Nor is this conception without backing in the opinions of American judges. The view of Learned Hand, in the Masses case during the last war, distinguished sharply between "agitation, legitimate as such" and "direct incitement to violent resistance." The distinction is not, indeed, between speech that urges action and speech that is merely descriptive, or predictive, or "academic." Rather, it is between the communicating of an idea or point of view to another mind and the direct stimulating of the other man to action. If the listener acts on his own volition, the speaker is not responsible even though he supplied ideas that played a part in that volition—as Chafee says, "A speaker is guilty of solicitation or incitement to crime only if he would have been indictable for the crime itself, had it been committed, either as accessory or principal." And that this would meet the demand for definiteness is affirmed in Chafee's assertion that "the tests of criminal attempt and incitement are well settled."

Here, then, we do have a formulation of civil liberties which is continuous with the assertion of national effectiveness and which is, within its terms, as definite and peremptory as the declaration of natural rights. I cannot go on as I should like to indicate its application to specific procedures in time of war or peace.
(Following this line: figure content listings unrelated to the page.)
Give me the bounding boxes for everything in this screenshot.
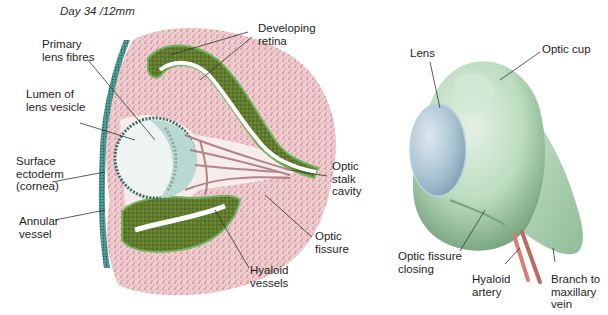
label-annular-vessel: Annular vessel	[19, 215, 59, 240]
label-lumen-of-lens-vesicle: Lumen of lens vesicle	[26, 88, 85, 113]
label-optic-cup: Optic cup	[542, 43, 591, 56]
label-developing-retina: Developing retina	[258, 22, 316, 47]
label-optic-stalk-cavity: Optic stalk cavity	[332, 160, 361, 198]
label-optic-fissure: Optic fissure	[315, 230, 349, 255]
label-hyaloid-artery: Hyaloid artery	[472, 273, 510, 298]
figure: Day 34 /12mm Primary lens fibres Lumen o…	[0, 0, 608, 315]
label-branch-to-maxillary-vein: Branch to maxillary vein	[551, 273, 600, 311]
label-optic-fissure-closing: Optic fissure closing	[398, 250, 462, 275]
label-lens: Lens	[410, 47, 435, 60]
label-primary-lens-fibres: Primary lens fibres	[42, 38, 94, 63]
label-surface-ectoderm: Surface ectoderm (cornea)	[16, 155, 64, 193]
label-hyaloid-vessels: Hyaloid vessels	[250, 264, 288, 289]
section-diagram	[52, 28, 336, 295]
stage-title: Day 34 /12mm	[60, 5, 135, 17]
optic-cup-3d-diagram	[410, 52, 583, 282]
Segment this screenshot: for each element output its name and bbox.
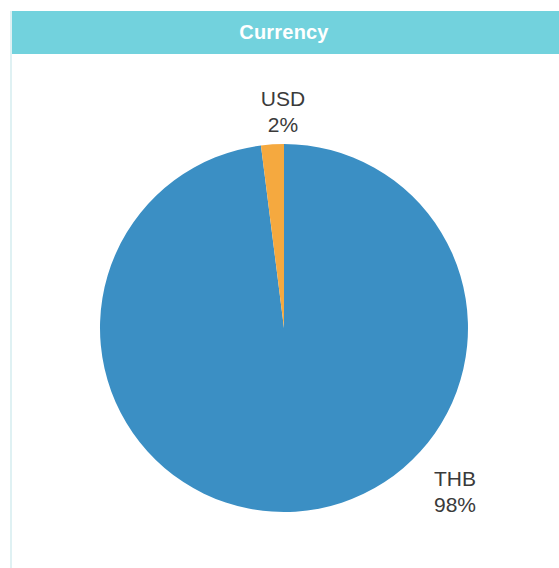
pie-label-usd: USD 2% xyxy=(233,86,333,138)
currency-chart-card: Currency USD 2% THB 98% xyxy=(0,0,559,568)
pie-label-thb-percent: 98% xyxy=(405,492,505,518)
pie-label-thb: THB 98% xyxy=(405,466,505,518)
pie-label-usd-percent: 2% xyxy=(233,112,333,138)
pie-label-usd-name: USD xyxy=(233,86,333,112)
pie-label-thb-name: THB xyxy=(405,466,505,492)
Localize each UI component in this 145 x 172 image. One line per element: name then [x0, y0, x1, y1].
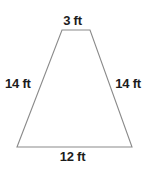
- bottom-base-label: 12 ft: [0, 150, 145, 164]
- top-base-label: 3 ft: [0, 14, 145, 28]
- geometry-figure: 3 ft 14 ft 14 ft 12 ft: [0, 0, 145, 172]
- left-leg-label: 14 ft: [5, 77, 31, 91]
- right-leg-label: 14 ft: [115, 77, 141, 91]
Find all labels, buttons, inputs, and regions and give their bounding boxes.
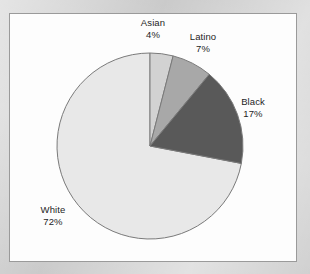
- pie-label-black: Black 17%: [223, 96, 283, 119]
- pie-label-latino: Latino 7%: [173, 31, 233, 54]
- pie-label-asian-name: Asian: [123, 17, 183, 29]
- pie-label-latino-value: 7%: [173, 43, 233, 55]
- chart-frame: Asian 4% Latino 7% Black 17% White 72%: [9, 13, 297, 262]
- pie-label-white: White 72%: [23, 204, 83, 227]
- pie-label-white-name: White: [23, 204, 83, 216]
- pie-label-white-value: 72%: [23, 216, 83, 228]
- pie-label-black-value: 17%: [223, 108, 283, 120]
- pie-label-black-name: Black: [223, 96, 283, 108]
- pie-chart: Asian 4% Latino 7% Black 17% White 72%: [10, 14, 298, 263]
- pie-label-latino-name: Latino: [173, 31, 233, 43]
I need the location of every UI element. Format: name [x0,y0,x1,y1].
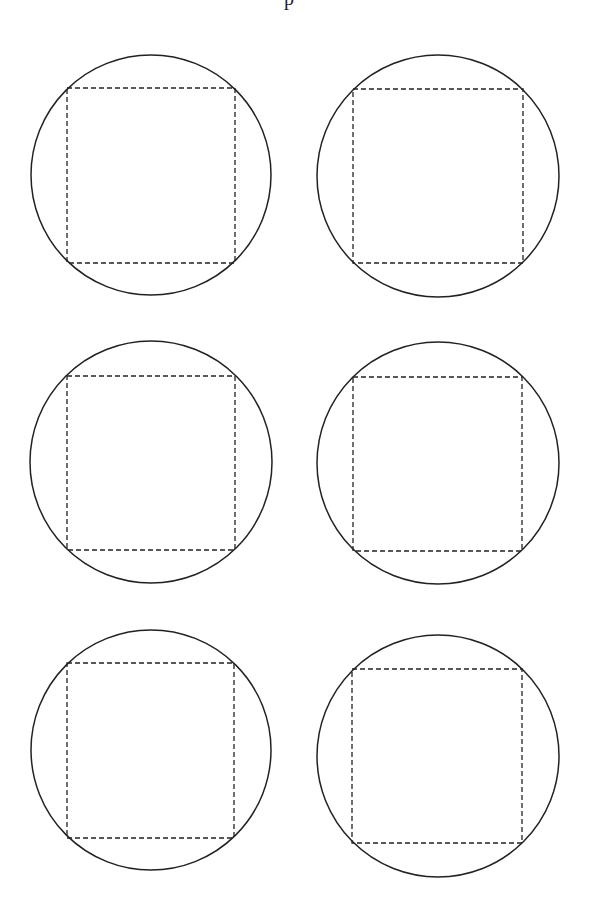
cutout-sheet [0,0,616,912]
cutout-1 [31,55,271,295]
cutout-4 [317,342,559,584]
dashed-square-guide [67,376,235,550]
dashed-square-guide [353,377,522,551]
dashed-square-guide [67,88,235,263]
template-page: p [0,0,616,912]
dashed-square-guide [352,669,522,843]
dashed-square-guide [353,89,523,263]
circle-outline [317,635,559,877]
circle-outline [30,341,272,583]
cutout-5 [31,630,271,870]
cutout-2 [317,55,559,297]
cutout-3 [30,341,272,583]
cutout-6 [317,635,559,877]
dashed-square-guide [67,663,234,838]
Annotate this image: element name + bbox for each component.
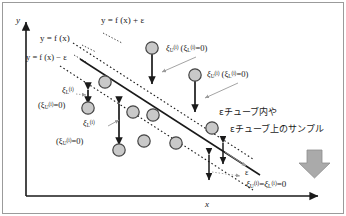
slack-label-lower-1: ξL(i) [62,86,74,95]
data-point-violating-upper [146,42,158,54]
y-axis-label: y [16,16,20,25]
data-point [206,122,218,134]
leader-lower-1 [76,94,86,95]
svr-epsilon-tube-figure: y x y = f (x) + ε y = f (x) y = f (x) − … [0,0,346,216]
center-line-label: y = f (x) [40,34,70,43]
upper-line-label: y = f (x) + ε [101,16,144,25]
epsilon-label: ε [245,169,248,177]
slack-label-lower-2: ξL(i) [83,119,95,128]
leader-lower-line-label [82,45,96,52]
data-point [127,106,139,118]
slack-label-upper-2: ξU(i) (ξL(i)=0) [207,70,248,79]
data-point [138,135,150,147]
data-point-violating-lower [113,144,125,156]
slack-label-lower-1-paren: (ξU(i)=0) [38,101,65,110]
upper-tube-line [73,43,253,159]
data-point [170,137,182,149]
data-point-violating-lower [82,102,94,114]
x-axis-label: x [205,200,209,209]
lower-line-label: y = f (x) − ε [26,53,67,62]
data-point [147,109,159,121]
leader-upper-2 [205,83,238,98]
data-point [99,76,111,88]
callout-result: ξU(i)=ξL(i)=0 [246,180,286,190]
data-point-violating-upper [189,69,201,81]
leader-upper-line-label [103,33,122,43]
down-arrow-icon [299,150,330,178]
callout-line-2: εチューブ上のサンプル [230,125,324,134]
callout-line-1: εチューブ内や [219,108,277,117]
slack-label-upper-1: ξU(i) (ξL(i)=0) [166,44,207,53]
epsilon-leader-1 [225,152,246,166]
leader-lower-2 [108,120,119,126]
slack-label-lower-2-paren: (ξU(i)=0) [56,137,83,146]
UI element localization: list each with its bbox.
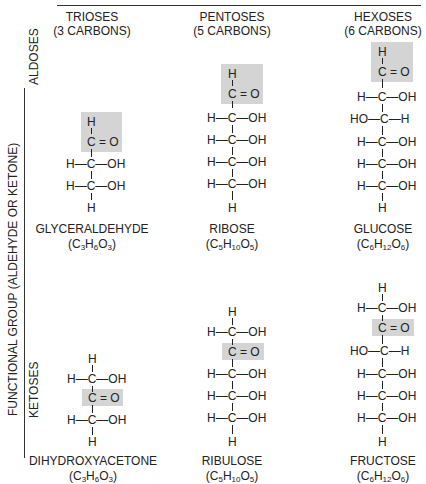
label-ribulose: RIBULOSE (C5H10O5): [162, 454, 302, 484]
column-title: HEXOSES: [323, 10, 426, 24]
carbon: H—C—OH: [207, 411, 266, 425]
molecule-formula: (C6H12O6): [313, 237, 426, 255]
atom-h: H: [87, 115, 96, 129]
label-dihydroxyacetone: DIHYDROXYACETONE (C3H6O3): [23, 454, 163, 484]
bond: [232, 191, 233, 200]
bond: [232, 359, 233, 367]
bond: [382, 126, 383, 135]
molecule-name: RIBOSE: [162, 222, 302, 237]
carbon: H—C—OH: [207, 133, 266, 147]
carbon: H—C—OH: [207, 177, 266, 191]
carbonyl: C = O: [88, 391, 120, 405]
label-glyceraldehyde: GLYCERALDEHYDE (C3H6O3): [22, 222, 162, 255]
bond: [92, 427, 93, 435]
label-glucose: GLUCOSE (C6H12O6): [313, 222, 426, 255]
molecule-formula: (C3H6O3): [23, 469, 163, 484]
column-title: PENTOSES: [172, 10, 292, 24]
bond: [382, 358, 383, 367]
column-subtitle: (6 CARBONS): [323, 24, 426, 38]
carbon: H—C—OH: [67, 372, 126, 386]
label-ribose: RIBOSE (C5H10O5): [162, 222, 302, 255]
column-header-trioses: TRIOSES (3 CARBONS): [32, 10, 152, 38]
molecule-formula: (C5H10O5): [162, 469, 302, 484]
molecule-name: RIBULOSE: [162, 454, 302, 469]
carbon: H—C—OH: [207, 367, 266, 381]
bond: [382, 403, 383, 411]
bond: [91, 193, 92, 200]
carbon: H—C—OH: [357, 135, 416, 149]
bond: [91, 128, 92, 134]
bond: [92, 365, 93, 372]
molecule-formula: (C3H6O3): [22, 237, 162, 255]
bond: [232, 403, 233, 411]
bond: [92, 405, 93, 413]
carbon: H—C—OH: [357, 367, 416, 381]
bond: [91, 149, 92, 157]
bond: [232, 80, 233, 86]
carbon: H—C—OH: [207, 111, 266, 125]
molecule-name: GLUCOSE: [313, 222, 426, 237]
bond: [382, 193, 383, 201]
molecule-name: GLYCERALDEHYDE: [22, 222, 162, 237]
axis-rule: [24, 88, 25, 458]
molecule-formula: (C6H12O6): [313, 469, 426, 484]
carbonyl: C = O: [378, 65, 410, 79]
bond: [382, 104, 383, 112]
atom-h: H: [88, 352, 97, 366]
carbon: H—C—OH: [357, 301, 416, 315]
row-label-ketoses: KETOSES: [27, 362, 41, 418]
carbon: H—C—OH: [357, 389, 416, 403]
bond: [232, 318, 233, 325]
carbon: H—C—OH: [357, 157, 416, 171]
carbonyl: C = O: [87, 135, 119, 149]
atom-h: H: [378, 201, 387, 215]
carbon: H—C—OH: [357, 90, 416, 104]
row-axis-label: FUNCTIONAL GROUP (ALDEHYDE OR KETONE): [6, 143, 20, 416]
atom-h: H: [88, 435, 97, 449]
carbonyl: C = O: [228, 87, 260, 101]
label-fructose: FRUCTOSE (C6H12O6): [313, 454, 426, 484]
atom-h: H: [228, 305, 237, 319]
atom-h: H: [228, 201, 237, 215]
atom-h: H: [378, 435, 387, 449]
bond: [232, 381, 233, 389]
carbonyl: C = O: [228, 345, 260, 359]
carbon: HO—C—H: [350, 112, 409, 126]
bond: [382, 381, 383, 389]
bond: [382, 294, 383, 301]
column-subtitle: (5 CARBONS): [172, 24, 292, 38]
atom-h: H: [378, 45, 387, 59]
bond: [232, 125, 233, 133]
atom-h: H: [228, 67, 237, 81]
bond: [232, 425, 233, 434]
bond: [382, 149, 383, 157]
molecule-name: DIHYDROXYACETONE: [23, 454, 163, 469]
bond: [382, 58, 383, 64]
carbon: H—C—OH: [67, 413, 126, 427]
carbon: HO—C—H: [350, 344, 409, 358]
carbon: H—C—OH: [207, 389, 266, 403]
carbonyl: C = O: [378, 321, 410, 335]
carbon: H—C—OH: [66, 179, 125, 193]
carbon: H—C—OH: [357, 411, 416, 425]
molecule-name: FRUCTOSE: [313, 454, 426, 469]
molecule-formula: (C5H10O5): [162, 237, 302, 255]
atom-h: H: [378, 281, 387, 295]
column-title: TRIOSES: [32, 10, 152, 24]
carbon: H—C—OH: [207, 155, 266, 169]
bond: [232, 147, 233, 155]
column-subtitle: (3 CARBONS): [32, 24, 152, 38]
top-rule: [57, 5, 421, 6]
bond: [232, 169, 233, 177]
chiral-carbon: H—C—OH: [66, 157, 125, 171]
atom-h: H: [87, 201, 96, 215]
carbon: H—C—OH: [357, 179, 416, 193]
row-label-aldoses: ALDOSES: [27, 28, 41, 85]
bond: [232, 101, 233, 108]
column-header-hexoses: HEXOSES (6 CARBONS): [323, 10, 426, 38]
bond: [91, 171, 92, 179]
bond: [382, 79, 383, 88]
bond: [382, 425, 383, 434]
bond: [382, 171, 383, 179]
atom-h: H: [228, 435, 237, 449]
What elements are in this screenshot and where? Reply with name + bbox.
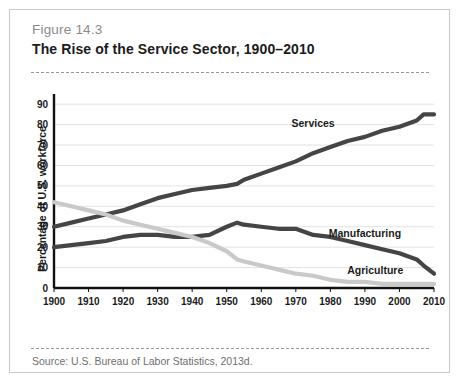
y-tick-label: 80 — [37, 119, 49, 130]
x-tick-label: 1950 — [216, 296, 239, 307]
y-tick-label: 90 — [37, 99, 49, 110]
y-tick-label: 40 — [37, 201, 49, 212]
x-tick-label: 1940 — [181, 296, 204, 307]
x-tick-label: 1960 — [250, 296, 273, 307]
y-tick-label: 30 — [37, 221, 49, 232]
series-label-manufacturing: Manufacturing — [329, 227, 401, 239]
y-tick-label: 20 — [37, 242, 49, 253]
series-label-agriculture: Agriculture — [347, 264, 403, 276]
x-tick-label: 2010 — [423, 296, 446, 307]
y-tick-label: 70 — [37, 140, 49, 151]
line-chart: 0102030405060708090190019101920193019401… — [16, 82, 446, 322]
divider-top — [31, 72, 429, 73]
x-tick-label: 1970 — [285, 296, 308, 307]
y-tick-label: 10 — [37, 262, 49, 273]
x-tick-label: 2000 — [388, 296, 411, 307]
x-tick-label: 1920 — [112, 296, 135, 307]
x-tick-label: 1910 — [77, 296, 100, 307]
series-label-services: Services — [291, 117, 334, 129]
y-tick-label: 60 — [37, 160, 49, 171]
x-tick-label: 1900 — [43, 296, 66, 307]
series-line-services — [54, 114, 434, 226]
figure-title: The Rise of the Service Sector, 1900–201… — [32, 41, 315, 57]
divider-bottom — [31, 348, 429, 349]
y-tick-label: 0 — [42, 283, 48, 294]
x-tick-label: 1990 — [354, 296, 377, 307]
figure-card: Figure 14.3 The Rise of the Service Sect… — [0, 0, 461, 383]
y-tick-label: 50 — [37, 180, 49, 191]
x-tick-label: 1980 — [319, 296, 342, 307]
figure-number: Figure 14.3 — [32, 22, 103, 37]
x-tick-label: 1930 — [147, 296, 170, 307]
source-note: Source: U.S. Bureau of Labor Statistics,… — [32, 355, 253, 367]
But I do want briefly to suggest its implications for the part the government should play with respect to civil liberty. We often think of government as obligated mainly to refrain from checking that liberty, or with hindering other hindrances to it. Those are of course very important obligations, and under them we need to be eternally vigilant against over-hasty wartime legislation or, for example, mob compulsion of official tokens of patriotic expression. On those topics the representative of the Department of Justice can speak with far more authority than can I. What is further needed—and this is most important—is positive promotion by government of full and free participation by all in open discussion. This carries with it, of course, immense responsibilities in the field of social and economic policy. "Men don't talk much, sitting by the roadside" after being driven off their land, as Archibald MacLeish has very vividly said; they don't talk well if they are pursued by economic insecurity or by the sense that society is as a whole against them. To promote the civil liberties means to so reduce the strains and pressures in the economic system so that deliberation on it can really occur. More narrowly, such promotion means the securing and the protection of all shades of opinion. It means the bringing to the open forum of all opinion and especially those which dissent from the accepted national line. If we believe in democracy, it is not this open discussion we have to fear, whether by pacifists or communists or fascists. They must be heard—and it is only as they are not heard that they can really threaten us. There aretimes and topics, notably those of war, which may occasion an abbreviating or shortening of discussion as the need for immediate action requires it. As a community, we cannot insist upon an indefinite extension of the reflective process when the time for discussion is past. But if the matter is put this way, it still remains true that it is the process of

thoughtful activity by the community as a whole that is the significant thing. Action to preserve the country's being has meaning only as it preserves the country as a thoughtful and deliberative human enterprise. And a theory of civil liberties which sees them as essential elements in that enterprise cannot and must not be changed.